The smallest interesting system design problem — and a great showcase of read-heavy optimization.

Requirements

  • POST /shorten { url } → returns a short URL like https://sho.rt/aZ4f9.
  • GET /:code → 302 redirect to the long URL, increment click count.
  • Codes should be ~6-8 chars, URL-safe, hard to guess.
  • 100M new URLs per month. ~10B redirects per month. p99 redirect < 50 ms.

Estimate

  • Writes: 100M/month ÷ 2.5M sec ≈ 40/sec average; ~400/sec peak.
  • Reads: 10B/month ÷ 2.5M sec ≈ 4,000/sec average; ~40,000/sec peak.
  • Read:write ratio is 100:1 — VERY read-heavy. Optimize the read path.

Generating short codes

  • Counter + base62 — maintain a global integer counter, encode in base62 (a-z, A-Z, 0-9). Sequential, simple, predictable. The challenge: making the counter distributed (use a range allocator: each app server reserves blocks of 1000 ids).
  • Hash of long URL — md5/sha1, take first 6-8 chars. Same URL gives same code, but collisions need handling (check-then-write).
  • Random + check — generate a random 6-char string, check if taken, retry on collision. With 62⁶ ≈ 56B codes, collisions are rare.

Storage

The schema is trivial: code → long_url, plus metadata (created_at, owner, click_count). One row per code. 100M new rows/month × 200 bytes ≈ 20 GB/month — easy for any modern database. Sharding by code (hash) keeps load even.

The read path is everything

99% of traffic is GET /:code → 302. Optimize that path mercilessly.

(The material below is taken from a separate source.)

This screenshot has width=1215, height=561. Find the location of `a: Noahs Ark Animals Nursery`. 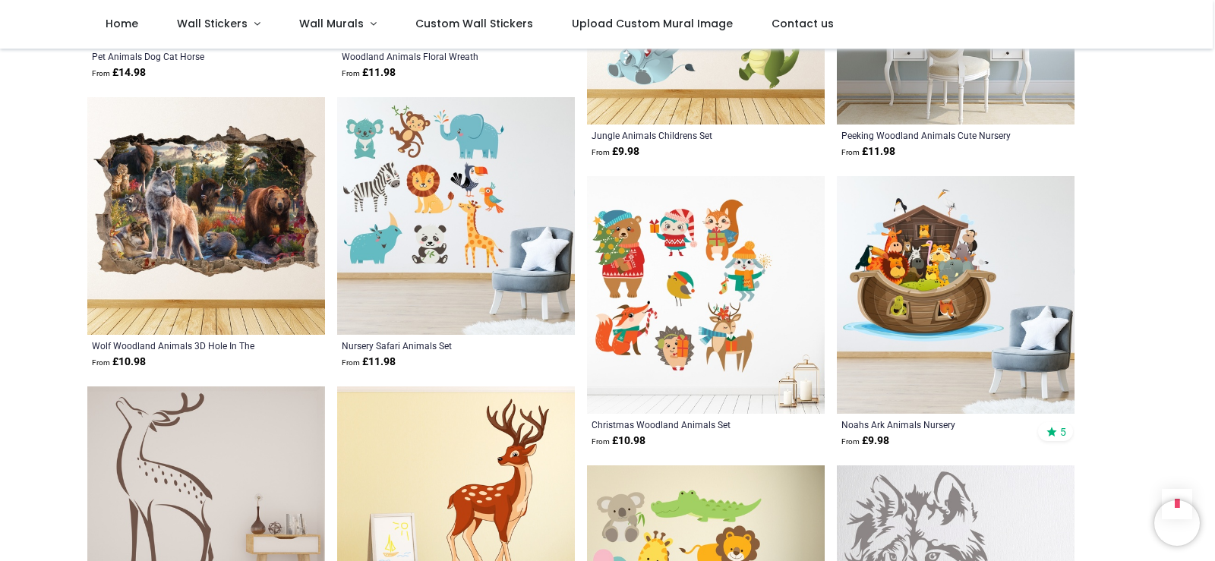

  • Put a CDN in front — cache redirects for popular codes at the edge. Most clicks never hit your origin.
  • Add Redis in front of the database — keep top 1% of codes hot. Cache hit ratio of 95%+ is realistic.
  • Make the database read replicas plentiful — and route reads round-robin.
  • Click counts → don't update a row on every click. Buffer increments in a queue, flush in batches.

Other concerns

  • Custom codes — let users pick their own (vanity URLs). Same flow, just check uniqueness.
  • Expiration — TTL field; periodic job deletes expired entries.
  • Abuse — rate-limit POST /shorten by IP; scan for malware/phishing in the long URL.
  • Analytics — separate event pipeline (Kafka → ClickHouse) for per-click data; don't bog down the main DB.
💡 Tip
Always design the read path first when reads >> writes. Caching, CDNs, and read replicas matter more than write throughput here.